16 March 2007

Nod and a Wink



They say that cats and women will do what they want, and men and dogs should just get used to it.

I think that is an outrageous oversimplification, which reinforce outmoded stereotypes. Both felines and females are simply operating in accordance with the principles of the natural world, but on frequencies that are higher up on the spectrum, and hence not detectable by the coarser senses of men and dogs. They operate on the weather band, which is sufficient to detect the falling of the rain, and convey the notion that they should get in out of it.

I am, by nature, quite capable of determining whether it is raining or not, but had to trade dryness for ambient noise. I was on the phone with a media outlet in the Midwest , in front of the Shirlington outlet of the Capital City Brewery. The Third Thursday Group meets with no particular urgency on that day, at a not particularly inconvenient location with parking that is not impossible.

The beer is good and cool, brewed in tall stainless casks behind a glass wall, and the company is convivial. There are not many of us in uniform any more, though there were a few.

The loose network is focused on a group of retired Spooks who share common interests in providing very special services to the Government, or have in fact returned to manage the enterprise itself. Everyone knows the secret handshakes, and can communicate in a variety of media, including the wink and the nod.

Shirlington is a compromise location, but a good one. It is low point on the Four Mile Run's course down to the Potomac, and once was the site of a Civil War earthen fort that was bulldozed by the Virginia Department of transportation in 1954 as part of Richmond's continuing campaign to remove the evidence of the Union occupation.

Night was falling, just like the rain. This was the front edge of a massive storm chock-filled with moisture moving north in the process of being embraced by the chilly fingers of the jet stream. The rain and the temperature were predicted to fall through the weekend. At some point things would solidify, and the snow would come down again in a moist cold blanket.

Eighty degrees the other day, and below freezing tonight. Traffic was snarled on the highway that now bisects the neighborhood, commuters bound for points far to the south.

There were important concepts that the radio host wanted to cover, and for whatever reason, he seemed to think that the location conveyed a certain authenticity. I was happy to oblige, since I know that proximity can help reception on those unique multi-path frequencies utilized by the men and women of the government.

Translating that into energy transmission was a neat trick that we take for granted. Out cell phones are actually little radios, and work sufficiently well for men and women to misunderstand one another. There are two components, of course, those being frequency and time, which can be manipulated to permit optimal use of available spectrum.

In order to spread the possibility of misunderstandings as widely as possible, the wizards of technology have sliced nature's ether in ever more efficient means. Division by frequency results in Frequency Division Multiple Access, or FDMA. Division by time results in Time Division Multiple Access, or TDMA. The preponderant technology deployed in America to permit wide-area misunderstanding utilizes Code Division Multiple Access, or CDMA, by using digital codes to identify connections between handsets.

The network to which I subscribe is one of those, operated by the friendly people at Verizon. I was spreading my version of reality on the 850 Mhz band in CDMA, which is useful here, but it is by no means a universal solution. I would be unable to communicate at any level of comprehension in Europe , and most of Asia, which utilize the Global System for Mobile Communications, or GSM, which is a narrow-band TDMA technology. The options of using a CDMA device internationally are limited, perhaps not surprisingly, to those areas with strong relations to the United States, i.e., the Western hemisphere, Israel and South Korea .

To my knowledge there are no phones of any kind in North Korea . They were all eaten long ago.

I'd prefer to migrate to Third Generation technology, to take advantage of the higher data-rates, but as you know, both evolution and migration are topics fraught with much misunderstanding these days. Besides, my Motorola brand MPX200 slimline handset depends on a lithium ion battery, and that is the pivot point on the capability to talk to either men or women. The brochure claimed that the battery would provide over three hours of active communications on a full charge, with a standby capability of nearly three days.

That, of course, was complete nonsense. The battery is not sufficient to address the controversy over Walter Reed Army Medical Center, the nature of the Burmese Dictatorship, or the likely prospects of third-tier presidential prospects in the endless campaign for the 2008 elections.

We almost covered all three topics, and I was rising to some flash of damp insight when I noticed I was speaking only to the wet pavement. I stood there with the suddenly impotent device in my hand, nothing transmitting at all on the brought back to the concrete reality of the street and the rain and the pedestrians running by with newspapers clasped to their heads.

I felt as drained as the battery by the experience. I put the phone in my pocket and took the Bluetooth headset off my ear. Perhaps there was a synergy in the battery drain, since the handset was forced to communicate not only with the cell tower on the hill, but with my ear. The general tumult in near the bar echoed under the high industrial ceiling. It was multi-path and high in volume. The Spooks were getting a little rowdy, but seemed to be communicating well not withstanding, men and women alike.

After all, a nod is as good as a wink, sometimes. Neither require batteries or frequency, just a little time.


### Directions
Would you quote every entry exactly, dropping only the pictures?

◆ ◆ ◆ ◆ ◆

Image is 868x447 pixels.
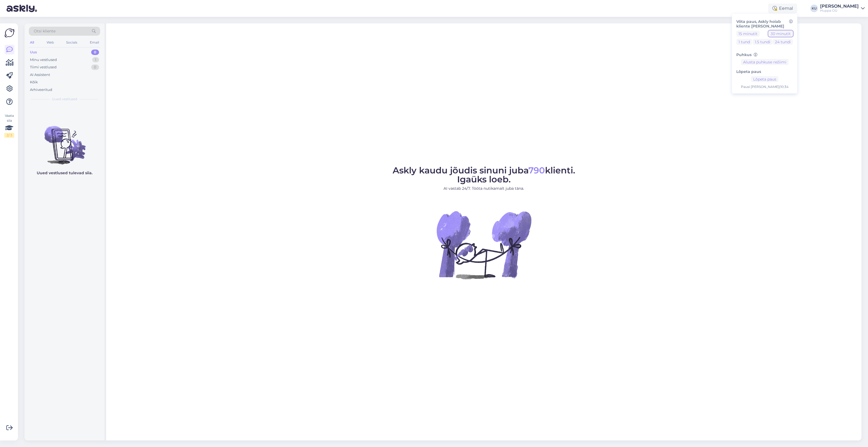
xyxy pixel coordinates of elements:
[773,39,793,45] button: 24 tundi
[30,72,50,78] div: AI Assistent
[30,57,57,62] div: Minu vestlused
[820,4,859,9] div: [PERSON_NAME]
[435,196,532,294] img: No Chat active
[30,64,57,70] div: Tiimi vestlused
[736,52,793,57] h6: Puhkus
[820,4,864,13] a: [PERSON_NAME]Huppa OÜ
[810,5,818,12] div: KU
[34,28,56,34] span: Otsi kliente
[392,165,575,185] span: Askly kaudu jõudis sinuni juba klienti. Igaüks loeb.
[752,39,773,45] button: 1.5 tundi
[4,133,14,138] div: 2 / 3
[736,39,752,45] button: 1 tund
[45,39,55,46] div: Web
[751,76,778,82] button: Lõpeta paus
[65,39,78,46] div: Socials
[768,4,797,13] div: Eemal
[92,57,99,62] div: 1
[736,84,793,89] div: Pausi [PERSON_NAME] | 10:34
[820,9,859,13] div: Huppa OÜ
[30,50,37,55] div: Uus
[24,116,105,165] img: No chats
[29,39,35,46] div: All
[736,69,793,74] h6: Lõpeta paus
[89,39,100,46] div: Email
[30,79,38,85] div: Kõik
[52,97,77,102] span: Uued vestlused
[30,87,52,92] div: Arhiveeritud
[91,64,99,70] div: 0
[736,31,760,37] button: 15 minutit
[4,28,15,38] img: Askly Logo
[392,186,575,191] p: AI vastab 24/7. Tööta nutikamalt juba täna.
[37,170,92,176] p: Uued vestlused tulevad siia.
[736,20,793,29] h6: Võta paus, Askly hoiab kliente [PERSON_NAME]
[741,59,789,65] button: Alusta puhkuse režiimi
[4,113,14,138] div: Vaata siia
[528,165,545,175] span: 790
[91,50,99,55] div: 0
[768,31,793,37] button: 30 minutit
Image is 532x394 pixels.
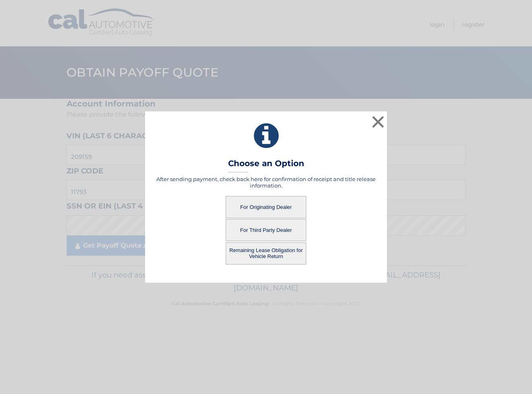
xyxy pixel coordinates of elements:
[155,176,377,189] h5: After sending payment, check back here for confirmation of receipt and title release information.
[226,242,306,265] button: Remaining Lease Obligation for Vehicle Return
[370,114,386,130] button: ×
[228,158,304,172] h3: Choose an Option
[226,196,306,218] button: For Originating Dealer
[226,219,306,241] button: For Third Party Dealer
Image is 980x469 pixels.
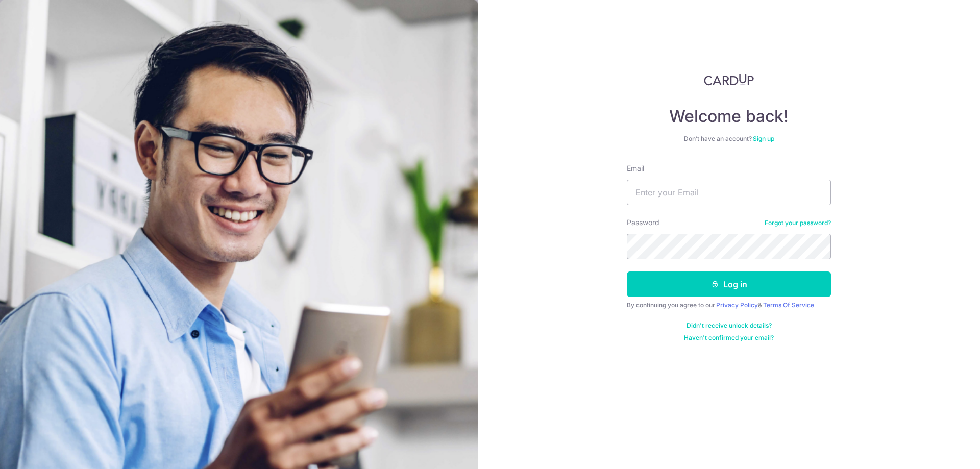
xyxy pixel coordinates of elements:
img: CardUp Logo [704,73,754,86]
a: Didn't receive unlock details? [687,321,772,330]
a: Terms Of Service [763,301,814,308]
a: Privacy Policy [716,301,758,308]
h4: Welcome back! [627,106,831,126]
a: Sign up [753,135,774,142]
div: By continuing you agree to our & [627,301,831,309]
a: Forgot your password? [765,219,831,227]
div: Don’t have an account? [627,135,831,143]
input: Enter your Email [627,180,831,205]
label: Email [627,163,644,173]
a: Haven't confirmed your email? [684,334,774,342]
label: Password [627,217,660,228]
button: Log in [627,271,831,297]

◆ ◆ ◆ ◆ ◆

### Response to this exercise
Image is 868x447 pixels.
xyxy pixel coordinates of elements:
[773,39,793,45] button: 24 tundi
[30,72,50,78] div: AI Assistent
[30,57,57,62] div: Minu vestlused
[820,4,859,9] div: [PERSON_NAME]
[435,196,532,294] img: No Chat active
[30,64,57,70] div: Tiimi vestlused
[736,52,793,57] h6: Puhkus
[820,4,864,13] a: [PERSON_NAME]Huppa OÜ
[810,5,818,12] div: KU
[34,28,56,34] span: Otsi kliente
[392,165,575,185] span: Askly kaudu jõudis sinuni juba klienti. Igaüks loeb.
[752,39,773,45] button: 1.5 tundi
[4,133,14,138] div: 2 / 3
[736,39,752,45] button: 1 tund
[45,39,55,46] div: Web
[751,76,778,82] button: Lõpeta paus
[65,39,78,46] div: Socials
[768,4,797,13] div: Eemal
[92,57,99,62] div: 1
[736,84,793,89] div: Pausi [PERSON_NAME] | 10:34
[820,9,859,13] div: Huppa OÜ
[30,50,37,55] div: Uus
[24,116,105,165] img: No chats
[29,39,35,46] div: All
[736,69,793,74] h6: Lõpeta paus
[89,39,100,46] div: Email
[30,79,38,85] div: Kõik
[52,97,77,102] span: Uued vestlused
[30,87,52,92] div: Arhiveeritud
[91,64,99,70] div: 0
[736,31,760,37] button: 15 minutit
[4,28,15,38] img: Askly Logo
[392,186,575,191] p: AI vastab 24/7. Tööta nutikamalt juba täna.
[37,170,92,176] p: Uued vestlused tulevad siia.
[736,20,793,29] h6: Võta paus, Askly hoiab kliente [PERSON_NAME]
[741,59,789,65] button: Alusta puhkuse režiimi
[4,113,14,138] div: Vaata siia
[528,165,545,175] span: 790
[91,50,99,55] div: 0
[768,31,793,37] button: 30 minutit
Image is 532x394 pixels.
xyxy pixel coordinates of elements:
[155,176,377,189] h5: After sending payment, check back here for confirmation of receipt and title release information.
[226,242,306,265] button: Remaining Lease Obligation for Vehicle Return
[370,114,386,130] button: ×
[228,158,304,172] h3: Choose an Option
[226,196,306,218] button: For Originating Dealer
[226,219,306,241] button: For Third Party Dealer
Image is 980x469 pixels.
xyxy pixel coordinates of elements:
img: CardUp Logo [704,73,754,86]
a: Didn't receive unlock details? [687,321,772,330]
a: Terms Of Service [763,301,814,308]
a: Privacy Policy [716,301,758,308]
h4: Welcome back! [627,106,831,126]
a: Sign up [753,135,774,142]
div: By continuing you agree to our & [627,301,831,309]
a: Forgot your password? [765,219,831,227]
div: Don’t have an account? [627,135,831,143]
input: Enter your Email [627,180,831,205]
label: Email [627,163,644,173]
a: Haven't confirmed your email? [684,334,774,342]
label: Password [627,217,660,228]
button: Log in [627,271,831,297]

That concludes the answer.